Sebastian,
I read your post "The Million Dollar Question". It was very good. Thank you for sharing it. I can see myself in the friends you mentioned. I have these dreams of ways to increase my income. I have an internet side business that makes about $1500 a month. I know that there are many different ways I can scale it. In my mind I see the way, the things I need to do. But then I sit down to do those things and I freeze. I believe I am frozen by fear. I fear that if I do these things and they don't succeed, I have wasted my time. Or, I sit down and think of all the things I need to do to get to the endpoint and I think "that is a whole lot of work". So I don't do anything. I waste an hour reading HN and playing solitaire. It is really stupid.
Anyway, your post really made me think about it. I think I will write a plan of all the things I need to do to scale in one direction. Then I will break down the plan in small enough steps that can be accomplished in an hour or two. I'll write each step on a Post-It note. When I finish the step, I'll put it on the wall so I (and my wife) can see the progress. What do you think?
I think it's a good idea, and I empathize with where you're at. A few thoughts -
First, I think it can be helpful to start thinking in terms of expected value (EV) - I learned it from playing poker. If you play poker, you're often in a position where you make money on average by doing a good play, but you'll still lose a lot of the time. For instance, if you have an 80% chance of winning a hand and you get a big bet at you - of course you call. But 20% of the time you'll lose. Which sucks, but you've got to just shrug and not get upset because you did the right thing.
It's funny because people don't feel as bad when guaranteed time wasters waste their time as when they try something that might work and it doesn't work. But you've got to think in terms of EV. If you run a big multivariate split test, 25 out of the 30 elements you test might show no positive change. The other 5 might collectively double your conversion rate. The right answer isn't to say those 25 were a waste and the 5 were good, but rather that your tests have a 1/6th chance of working, so for every six of them you run on average, you get a good improvement. It's not that the winning tests/campaigns are good and the losers are bad, but rather that trying things that might work gets you there if you do enough of it.
Finally, this is a weird paradoxical thing I've noticed about motivation - if you have so many campaigns that even if you put a gigantic massive effort in for three days straight then you'll still have a gigantic massive amount of work to do, it can be very hard to get started. It feels like shoveling sand into the ocean. It shouldn't, but our minds are kind of a little broken when it comes to motivation and things like that. I'm totally a hypocrite giving this advice since I have way too many campaigns, but your best bet is probably to pare to 1-2 really crucial things, and focus on those nonstop until you get entire completion on that campaign. Then you can celebrate and completely put it out of your mind, maybe take a day off if you want, and then pick your next campaign. Whenever I've nailed a day or few days in a row down to, "Today I'm only working on X until it's complete" I've gotten massively more done and you can see where success is on the horizon. So splitting up your work into tangible concrete wins helps with motivation as well.
As with anything, it's a constant training and moving up. These elements here - thinking in EV, not feeling like attempts at success that don't work are a waste, and nailing down to one or two campaigns to get out of overload - they're just a few little elements that help do more. There's a lot of little things like that you train and habituate, and each one helps a little more with consistency and quality of putting in good time and good results.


→ **Exercise**:
An exact transcription of all the data is the expected reply.

→ **Excerpted records**:
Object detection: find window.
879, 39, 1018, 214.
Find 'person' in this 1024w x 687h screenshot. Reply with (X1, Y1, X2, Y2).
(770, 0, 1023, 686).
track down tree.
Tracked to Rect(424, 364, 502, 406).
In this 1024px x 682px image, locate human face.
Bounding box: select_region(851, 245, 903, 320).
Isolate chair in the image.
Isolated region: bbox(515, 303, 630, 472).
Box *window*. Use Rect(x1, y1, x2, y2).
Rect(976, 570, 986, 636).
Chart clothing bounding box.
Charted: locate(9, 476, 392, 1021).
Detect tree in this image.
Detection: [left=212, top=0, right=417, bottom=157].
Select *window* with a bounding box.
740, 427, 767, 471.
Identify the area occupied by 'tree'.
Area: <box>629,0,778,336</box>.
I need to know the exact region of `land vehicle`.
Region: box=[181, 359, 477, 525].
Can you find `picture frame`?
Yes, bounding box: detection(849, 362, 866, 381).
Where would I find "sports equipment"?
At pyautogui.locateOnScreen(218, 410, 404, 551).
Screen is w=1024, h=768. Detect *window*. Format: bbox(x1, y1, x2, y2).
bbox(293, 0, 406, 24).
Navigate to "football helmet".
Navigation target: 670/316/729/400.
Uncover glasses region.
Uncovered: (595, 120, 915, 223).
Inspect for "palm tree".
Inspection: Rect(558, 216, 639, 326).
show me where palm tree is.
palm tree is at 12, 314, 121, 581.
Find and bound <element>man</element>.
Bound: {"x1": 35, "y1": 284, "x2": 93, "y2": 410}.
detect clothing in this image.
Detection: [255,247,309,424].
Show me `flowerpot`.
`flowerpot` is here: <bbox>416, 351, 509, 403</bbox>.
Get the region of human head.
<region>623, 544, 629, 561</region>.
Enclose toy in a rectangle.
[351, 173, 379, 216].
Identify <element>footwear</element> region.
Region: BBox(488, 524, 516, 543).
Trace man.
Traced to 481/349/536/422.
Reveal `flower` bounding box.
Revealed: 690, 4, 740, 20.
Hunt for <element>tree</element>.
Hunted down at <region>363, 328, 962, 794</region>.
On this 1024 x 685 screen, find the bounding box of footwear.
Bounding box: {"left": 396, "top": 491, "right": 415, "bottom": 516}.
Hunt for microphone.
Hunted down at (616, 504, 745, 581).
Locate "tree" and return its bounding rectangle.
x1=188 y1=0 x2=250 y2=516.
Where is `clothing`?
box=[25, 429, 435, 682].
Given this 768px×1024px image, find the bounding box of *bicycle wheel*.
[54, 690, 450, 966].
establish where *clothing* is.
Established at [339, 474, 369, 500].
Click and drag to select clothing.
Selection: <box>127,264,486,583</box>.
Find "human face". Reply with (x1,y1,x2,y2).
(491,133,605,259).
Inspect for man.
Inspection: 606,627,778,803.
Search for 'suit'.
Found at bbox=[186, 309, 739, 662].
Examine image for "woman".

→ **Solved problem**:
Object detection: find window.
879, 39, 1018, 214.
Find 'person' in this 1024w x 687h screenshot. Reply with (X1, Y1, X2, Y2).
(770, 0, 1023, 686).
track down tree.
Tracked to Rect(424, 364, 502, 406).
In this 1024px x 682px image, locate human face.
Bounding box: select_region(851, 245, 903, 320).
Isolate chair in the image.
Isolated region: bbox(515, 303, 630, 472).
Box *window*. Use Rect(x1, y1, x2, y2).
Rect(976, 570, 986, 636).
Chart clothing bounding box.
Charted: locate(9, 476, 392, 1021).
Detect tree in this image.
Detection: [left=212, top=0, right=417, bottom=157].
Select *window* with a bounding box.
740, 427, 767, 471.
Identify the area occupied by 'tree'.
Area: <box>629,0,778,336</box>.
I need to know the exact region of `land vehicle`.
Region: box=[181, 359, 477, 525].
Can you find `picture frame`?
Yes, bounding box: detection(849, 362, 866, 381).
Where would I find "sports equipment"?
At pyautogui.locateOnScreen(218, 410, 404, 551).
Screen is w=1024, h=768. Detect *window*. Format: bbox(x1, y1, x2, y2).
bbox(293, 0, 406, 24).
Navigate to "football helmet".
Navigation target: 670/316/729/400.
Uncover glasses region.
Uncovered: (595, 120, 915, 223).
Inspect for "palm tree".
Inspection: Rect(558, 216, 639, 326).
show me where palm tree is.
palm tree is at 12, 314, 121, 581.
Find and bound <element>man</element>.
Bound: {"x1": 35, "y1": 284, "x2": 93, "y2": 410}.
detect clothing in this image.
Detection: [255,247,309,424].
Show me `flowerpot`.
`flowerpot` is here: <bbox>416, 351, 509, 403</bbox>.
Get the region of human head.
<region>623, 544, 629, 561</region>.
Enclose toy in a rectangle.
[351, 173, 379, 216].
Identify <element>footwear</element> region.
Region: BBox(488, 524, 516, 543).
Trace man.
Traced to 481/349/536/422.
Reveal `flower` bounding box.
Revealed: 690, 4, 740, 20.
Hunt for <element>tree</element>.
Hunted down at <region>363, 328, 962, 794</region>.
On this 1024 x 685 screen, find the bounding box of footwear.
Bounding box: {"left": 396, "top": 491, "right": 415, "bottom": 516}.
Hunt for microphone.
Hunted down at (616, 504, 745, 581).
Locate "tree" and return its bounding rectangle.
x1=188 y1=0 x2=250 y2=516.
Where is `clothing`?
box=[25, 429, 435, 682].
Given this 768px×1024px image, find the bounding box of *bicycle wheel*.
[54, 690, 450, 966].
establish where *clothing* is.
Established at [339, 474, 369, 500].
Click and drag to select clothing.
Selection: <box>127,264,486,583</box>.
Find "human face". Reply with (x1,y1,x2,y2).
(491,133,605,259).
Inspect for man.
Inspection: 606,627,778,803.
Search for 'suit'.
Found at bbox=[186, 309, 739, 662].
Examine image for "woman".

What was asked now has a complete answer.